Saturday, September 06, 2008

The Resentment Strategy

This article by Paul Krugman really illustrated the feeling I had after watching the Republican 
Convention. It was a cognitive dissonance I just couldn't put my finger on verbally until I saw this article. I am sure you noticed it too as you looked upon an audience that resembled a cross between a rodeo, a prayer convention, a country music concert, and a retirement home. You were looking at a room full of millionaires who were bound and determined to pretend they were common tobacco spittin' shitkickers who are tired of being victimized by elitist liberals. 

This little optical illusion is getting really hard to buy into these days. Especially in a convention where economics- the single most important issue to the majority of Americans, was scarcely mentioned.


Paul Krugman writes:

 "Can the super-rich former governor of Massachusetts — the son of a Fortune 500 C.E.O. who made a vast fortune in the leveraged-buyout business — really keep a straight face while denouncing “Eastern elites”?

Can the former mayor of New York City, a man who, as USA Today put it, “marched in gay pride parades, dressed up in drag and lived temporarily with a gay couple and their Shih Tzu” — that was between his second and third marriages — really get away with saying that Barack Obama doesn’t think small towns are sufficiently “cosmopolitan”?

Can the vice-presidential candidate of a party that has controlled the White House, Congress or both for 26 of the past 28 years, a party that, Borg-like, assimilated much of the D.C. lobbying industry into itself — until Congress changed hands, high-paying lobbying jobs were reserved for loyal Republicans — really portray herself as running against the “Washington elite”?...............................

Yes, they can.

On Tuesday, He Who Must Not Be Named — Mitt Romney mentioned him just once, Rudy Giuliani and Sarah Palin not at all — gave a video address to the Republican National Convention. John McCain, promised President Bush, would stand up to the “angry left.” That’s no doubt true. But don’t be fooled either by Mr. McCain’s long-ago reputation as a maverick or by Ms. Palin’s appealing persona: the Republican Party, now more than ever, is firmly in the hands of the angry right, which has always been much bigger, much more influential and much angrier than its counterpart on the other side.

What’s the source of all that anger?

Some of it, of course, is driven by cultural and religious conflict: fundamentalist Christians are sincerely dismayed by Roe v. Wade and evolution in the curriculum. What struck me as I watched the convention speeches, however, is how much of the anger on the right is based not on the claim that Democrats have done bad things, but on the perception — generally based on no evidence whatsoever — that Democrats look down their noses at regular people.

Thus Mr. Giuliani asserted that Wasilla, Alaska, isn’t “flashy enough” for Mr. Obama, who never said any such thing. And Ms. Palin asserted that Democrats “look down” on small-town mayors — again, without any evidence.

What the G.O.P. is selling, in other words, is the pure politics of resentment; you’re supposed to vote Republican to stick it to an elite that thinks it’s better than you. Or to put it another way, the G.O.P. is still the party of Nixon.

2 comments:

Anonymous said...

I read this editorial too.

The whole Republican Campaign is breathtakingly shallow and puerile. I just can't fathom how stupid people have to be to swallow this swill. I was listening to CNN tonight, and it sounded like people were cheering at one of McCain's campaign speeches, saying: "Drill now! Drill now! Drill now!"

Jesus, how callow and juvenile are these people? Is this what Republicans are really reduced too? Don't these idiots realize that any oil we drill will go on the world market?!? - *not* in our gas tanks.

And then, McCain makes the ignorant statement that Nuclear power is safe and clean.

What?!?

I suppose that's why we *still* haven't disposed of any nuclear waste! None! It's too damned dangerous even for Yuka Mountain!

And where is the press in all this? Why aren't they comparing and contrasting the statements of Rove, pre-Palin and post-Palin, the way John Stewart is?

The Truth. It's not Fair. It's not Balanced. It's not an Ideology.

I'm gonna' make a bumper sticker out of this.

Aaron said...

I like that bumper sticker idea.

Yes, the campaign is a joke. McCain wanted Leiberman, he chose Palin to appease the fundies. He claims to want change and attacks Obama for experience. He selects a woman with the least amount of experience in history who is more like Bush/Cheney than McCain is. And the press falls for all this crap. The press is decried for making an issue out of her family then they cave in and start worshipping the woman the next day to make up for it. Like an ump making up for a bad call later in the game.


PROBLEM>
Which lines in the records below mention the word "label"? Copy each one out.

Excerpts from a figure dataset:

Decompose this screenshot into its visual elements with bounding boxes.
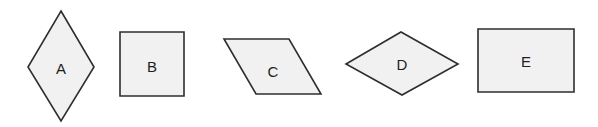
- shape-c: C: [224, 39, 321, 94]
- label-e: E: [521, 53, 531, 70]
- label-a: A: [56, 60, 66, 77]
- shape-d: D: [346, 32, 458, 95]
- shape-e: E: [478, 29, 574, 92]
- label-c: C: [268, 63, 279, 80]
- shape-b: B: [120, 32, 184, 96]
- shapes-diagram: A B C D E: [0, 0, 598, 127]
- label-b: B: [147, 58, 157, 75]
- shape-a: A: [28, 11, 94, 121]
- label-d: D: [397, 56, 408, 73]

YOUR SOLUTION>
- label-e: E: [521, 53, 531, 70]
- label-a: A: [56, 60, 66, 77]
- label-c: C: [268, 63, 279, 80]
- label-b: B: [147, 58, 157, 75]
- label-d: D: [397, 56, 408, 73]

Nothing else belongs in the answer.